The best thing for other people (and how it is not so obvious to think that way)

Octave Future of Work, Personal Development


The Best Thing for Other People
and how it is not so obvious to think that way 

 

Khuyen is the winner of the Global Drucker Challenge 2015, an essay contest for students interested in learning, applying and sharing the wisdom of Peter Drucker. He is also serving on the Board of Director for South East Asia Service Leadership Network (SEALNet). Currently a junior in Tufts University, he enjoys musing and writing about life and is figuring out how to bring together his gifts to make the most contribution to the world. Khuyen was born in 1993 in Hanoi, Vietnam and he holds a blog at khuyenbui.com. He was speaker at the Octave Program in 2016. 

 


“Khuyen, you would like to have a recommendation letter at the end of the summer, right?”
Mei Lin asked, to which I nodded, timidly. It was our first one-on-one meeting at the beginning of my internship.
“Then the question should be: How do you make it so that writing you a great recommendation is obviously the best thing for your boss to do?”
I must have stood in awe for a long five seconds in front of her. It was one of those “OMG Genius!” moments that makes the whole summer worthwhile.

Let me explain.
As a college student whose homework, exams and papers are the bread and butter of daily life, I was trained to find out what is expected of me and then to meet them. Bringing that mindset to the workplace, I set my intention to do a good job and learn a lot. I thought that if I could do well what my boss wanted then I would have a good letter of recommendation, right?

Alas, not so quick. The reality of the working world is rather different. Growing up in a low-income family, I trained myself to be self-sufficient by not wanting or needing a lot. I justified it by this seemingly simple equation:
Happiness = (What I get) / (What I want)
I used to believe in this equation. If I cannot keep increasing the numerator by getting more, I’d rather minimize the denominator by wanting less. My mom taught me since young to be grateful for small things. She always said that to live is already a blessing. As such, I tell myself whenever anything bad happened that it could have been much worse. I call it the self-sufficient mindset, and to be fair, it had helped me a lot. I could stay resilient because as long as I am still breathing, I’m still alive.
This is how I often think.

Before moving on, let’s go back to our one-on-one conversation. Mei Lin continued: “You asked how we could get funding as a new organization. A better question is: How do we make it such that funding us is obviously the best thing for other people to do?” And if this sounds too hard, how do you make it easy for them?

I was awestruck. For someone like me who is so used to “improving the bottom line” mindset, imagining the ideal case feels like moving from black & white to color TV for the first time: wildly inspiring, even borderline scary.

Here is how idealizing thinking is different and complimentary for my old way of thinking.

Previously, my computer science background taught me to think through all the corner cases, to predict how everything can go wrong and plan what to do in each case. In management terms, it’s called “contingency planning”, often reserved for the really smart people who excel in modeling the futures, analyzing each in excruciating details and then optimizing for best possible outcomes.

Yet once I could sit down and think through her questions, I started appreciating its power. First, it shifts my perspective to see from her side. Consider the recommendation letter example: how could it be her best interest to write a good letter for me? Out of reciprocity, that I’ve done a good job so she would recommend me in exchange? Or out of good will, that she wants to help a young person with some potential? Or even bolder, out of her interest that I’m so good she would want to have her name associated with mine? Even writing the last statement made me cringe. It’s so bold: who on earth do I think I am?

Second, it excites and frees up our mind to think more expansively about the bigger picture. Since then, I’ve been applying this way of thinking and asking a different kind of question. For example, instead of “What is the least amount of work to do to achieve the most result?”, I ask “How do we make it such that working is so much joyful and meaningful that we all love doing and do our best? What are some desired properties of such a working environment?” From that idealized vision, we can work backward.

It took me a long time to unlearn my ingrained pattern of thinking, and I don’t promise an easy fix. What I can testify from experiences though is that this way of thinking using the language of ideal, possibility and a positive vision is immensely motivating. I feel that I can do a lot more for the world and be a lot more for people around me. It’s not over-the-top wishful thinking for some probable future scenarios. It is asking for what we desire to have night now. The more concrete our vision of what our world could look like, the more we are inclined to commit and act on it. People often say “With power comes responsibility”. What I have learned is that “Take responsibility and you will have power”. That immense sense of freedom could start immediately the moment we choose to ask a different question. It is indeed is the quality of our question, not the answer, that determines the quality of our life.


### Action item
Filter the data below for the string "work" and copy each matching line.

### Source data
- - -
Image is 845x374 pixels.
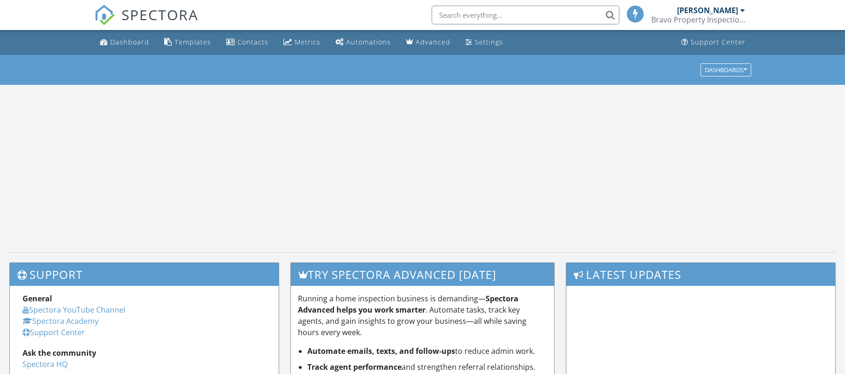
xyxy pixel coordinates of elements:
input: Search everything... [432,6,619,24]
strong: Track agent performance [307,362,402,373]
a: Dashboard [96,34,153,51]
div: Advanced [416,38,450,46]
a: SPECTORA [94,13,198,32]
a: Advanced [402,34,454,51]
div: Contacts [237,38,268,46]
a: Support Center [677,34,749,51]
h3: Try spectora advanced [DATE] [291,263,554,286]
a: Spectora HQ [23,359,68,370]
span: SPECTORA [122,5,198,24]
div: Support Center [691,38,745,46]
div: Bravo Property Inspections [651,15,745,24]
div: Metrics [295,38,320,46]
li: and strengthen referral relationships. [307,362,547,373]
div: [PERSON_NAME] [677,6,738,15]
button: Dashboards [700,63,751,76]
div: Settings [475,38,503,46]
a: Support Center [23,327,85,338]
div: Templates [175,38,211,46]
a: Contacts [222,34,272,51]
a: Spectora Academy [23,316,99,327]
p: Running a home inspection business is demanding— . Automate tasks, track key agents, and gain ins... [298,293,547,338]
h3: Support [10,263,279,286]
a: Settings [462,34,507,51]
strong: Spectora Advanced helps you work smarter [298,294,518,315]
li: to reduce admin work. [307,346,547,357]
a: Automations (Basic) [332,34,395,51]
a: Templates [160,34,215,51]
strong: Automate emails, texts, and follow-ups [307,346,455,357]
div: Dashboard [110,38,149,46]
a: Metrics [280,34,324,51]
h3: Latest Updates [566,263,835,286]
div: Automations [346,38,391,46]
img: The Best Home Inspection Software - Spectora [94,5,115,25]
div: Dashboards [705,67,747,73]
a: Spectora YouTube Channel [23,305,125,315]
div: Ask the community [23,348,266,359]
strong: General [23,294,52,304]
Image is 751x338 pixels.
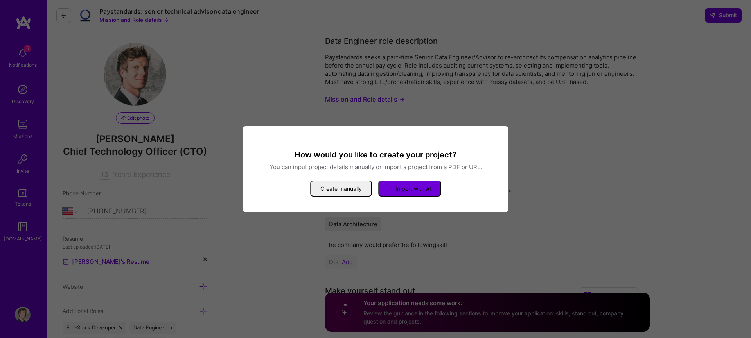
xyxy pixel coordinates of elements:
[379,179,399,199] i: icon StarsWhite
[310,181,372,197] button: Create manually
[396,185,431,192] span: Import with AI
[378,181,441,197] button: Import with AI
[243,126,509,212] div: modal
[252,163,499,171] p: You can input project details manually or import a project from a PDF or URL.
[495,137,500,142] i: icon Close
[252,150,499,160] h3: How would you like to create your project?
- - -
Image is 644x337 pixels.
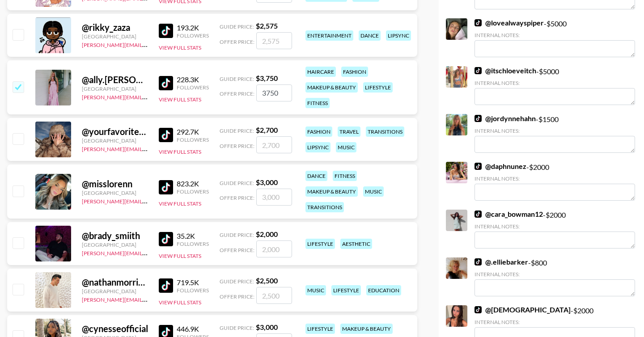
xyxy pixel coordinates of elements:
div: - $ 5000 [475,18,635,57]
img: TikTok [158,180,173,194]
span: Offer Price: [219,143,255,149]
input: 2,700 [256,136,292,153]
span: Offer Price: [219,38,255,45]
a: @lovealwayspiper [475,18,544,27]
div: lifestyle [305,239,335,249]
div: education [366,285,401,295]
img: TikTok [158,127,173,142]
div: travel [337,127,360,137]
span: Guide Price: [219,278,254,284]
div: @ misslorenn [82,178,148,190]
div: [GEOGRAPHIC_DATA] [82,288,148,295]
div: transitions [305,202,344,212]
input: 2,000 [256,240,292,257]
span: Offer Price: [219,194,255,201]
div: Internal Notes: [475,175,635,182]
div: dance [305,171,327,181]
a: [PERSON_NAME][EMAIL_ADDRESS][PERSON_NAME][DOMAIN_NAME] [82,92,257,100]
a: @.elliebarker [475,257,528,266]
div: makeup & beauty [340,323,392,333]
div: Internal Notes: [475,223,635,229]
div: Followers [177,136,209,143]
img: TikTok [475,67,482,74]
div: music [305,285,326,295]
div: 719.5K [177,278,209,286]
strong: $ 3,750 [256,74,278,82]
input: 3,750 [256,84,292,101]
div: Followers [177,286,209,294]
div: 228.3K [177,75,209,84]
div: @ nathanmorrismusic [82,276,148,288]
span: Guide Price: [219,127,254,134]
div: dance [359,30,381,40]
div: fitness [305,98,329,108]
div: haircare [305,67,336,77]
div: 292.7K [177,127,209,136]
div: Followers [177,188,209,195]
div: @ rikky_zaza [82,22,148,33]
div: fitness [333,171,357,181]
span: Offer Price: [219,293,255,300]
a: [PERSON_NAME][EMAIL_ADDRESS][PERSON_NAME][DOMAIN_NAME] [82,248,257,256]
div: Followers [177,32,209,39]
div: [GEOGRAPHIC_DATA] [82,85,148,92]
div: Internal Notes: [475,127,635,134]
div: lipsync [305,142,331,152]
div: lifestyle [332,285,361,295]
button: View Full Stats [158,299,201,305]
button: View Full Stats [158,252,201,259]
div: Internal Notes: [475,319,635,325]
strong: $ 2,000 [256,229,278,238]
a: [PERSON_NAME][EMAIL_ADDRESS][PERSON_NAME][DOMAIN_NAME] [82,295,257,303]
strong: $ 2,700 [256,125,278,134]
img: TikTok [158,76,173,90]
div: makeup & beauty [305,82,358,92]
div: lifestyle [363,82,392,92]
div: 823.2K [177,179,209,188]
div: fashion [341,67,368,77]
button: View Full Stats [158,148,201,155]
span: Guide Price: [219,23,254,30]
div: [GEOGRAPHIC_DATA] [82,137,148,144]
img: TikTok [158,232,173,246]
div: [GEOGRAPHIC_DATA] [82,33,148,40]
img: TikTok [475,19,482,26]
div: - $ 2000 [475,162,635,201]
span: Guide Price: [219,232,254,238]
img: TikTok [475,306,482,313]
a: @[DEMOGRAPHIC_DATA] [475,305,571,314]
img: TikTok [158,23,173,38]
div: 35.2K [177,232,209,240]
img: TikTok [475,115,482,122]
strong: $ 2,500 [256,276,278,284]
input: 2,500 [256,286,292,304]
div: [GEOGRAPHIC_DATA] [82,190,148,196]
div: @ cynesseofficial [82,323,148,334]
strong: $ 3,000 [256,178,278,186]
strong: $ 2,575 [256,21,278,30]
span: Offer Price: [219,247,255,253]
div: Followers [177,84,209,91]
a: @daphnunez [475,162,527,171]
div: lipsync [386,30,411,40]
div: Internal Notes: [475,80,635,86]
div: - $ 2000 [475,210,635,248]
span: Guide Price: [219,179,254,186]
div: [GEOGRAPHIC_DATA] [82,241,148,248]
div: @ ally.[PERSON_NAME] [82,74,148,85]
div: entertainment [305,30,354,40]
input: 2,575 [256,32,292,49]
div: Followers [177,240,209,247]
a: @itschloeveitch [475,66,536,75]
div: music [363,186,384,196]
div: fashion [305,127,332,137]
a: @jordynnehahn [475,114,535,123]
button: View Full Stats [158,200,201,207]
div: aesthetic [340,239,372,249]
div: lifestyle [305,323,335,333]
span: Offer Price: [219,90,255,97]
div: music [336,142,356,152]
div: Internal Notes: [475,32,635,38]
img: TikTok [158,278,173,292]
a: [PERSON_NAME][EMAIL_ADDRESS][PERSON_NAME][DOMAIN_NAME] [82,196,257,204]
- - -
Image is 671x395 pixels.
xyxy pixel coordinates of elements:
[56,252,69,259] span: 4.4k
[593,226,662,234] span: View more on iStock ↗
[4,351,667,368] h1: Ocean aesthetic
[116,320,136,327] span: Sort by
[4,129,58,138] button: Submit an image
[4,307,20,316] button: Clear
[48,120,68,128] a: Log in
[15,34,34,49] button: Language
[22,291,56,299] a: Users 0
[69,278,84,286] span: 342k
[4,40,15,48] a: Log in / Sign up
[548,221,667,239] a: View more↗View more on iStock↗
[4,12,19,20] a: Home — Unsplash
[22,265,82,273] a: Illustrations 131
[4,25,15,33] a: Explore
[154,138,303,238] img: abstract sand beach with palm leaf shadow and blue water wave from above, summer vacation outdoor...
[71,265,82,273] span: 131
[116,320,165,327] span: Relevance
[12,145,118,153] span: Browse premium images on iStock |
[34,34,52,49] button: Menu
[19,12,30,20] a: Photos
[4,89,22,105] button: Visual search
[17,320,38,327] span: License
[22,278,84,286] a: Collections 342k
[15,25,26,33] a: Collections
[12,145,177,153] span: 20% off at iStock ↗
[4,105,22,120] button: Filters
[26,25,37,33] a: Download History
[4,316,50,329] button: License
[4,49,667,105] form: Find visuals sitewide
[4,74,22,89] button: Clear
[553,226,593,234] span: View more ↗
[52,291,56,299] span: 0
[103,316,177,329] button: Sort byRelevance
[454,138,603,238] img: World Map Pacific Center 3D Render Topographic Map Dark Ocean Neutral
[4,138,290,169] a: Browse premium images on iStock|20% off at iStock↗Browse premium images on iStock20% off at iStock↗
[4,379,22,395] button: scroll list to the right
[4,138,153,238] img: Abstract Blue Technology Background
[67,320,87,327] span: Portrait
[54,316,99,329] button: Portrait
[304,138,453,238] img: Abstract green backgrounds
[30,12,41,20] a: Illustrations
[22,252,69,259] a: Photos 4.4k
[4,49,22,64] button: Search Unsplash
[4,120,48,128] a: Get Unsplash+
- - -
### Task result
strong: Spectora Advanced helps you work smarter [298,294,518,315]
li: to reduce admin work. [307,346,547,357]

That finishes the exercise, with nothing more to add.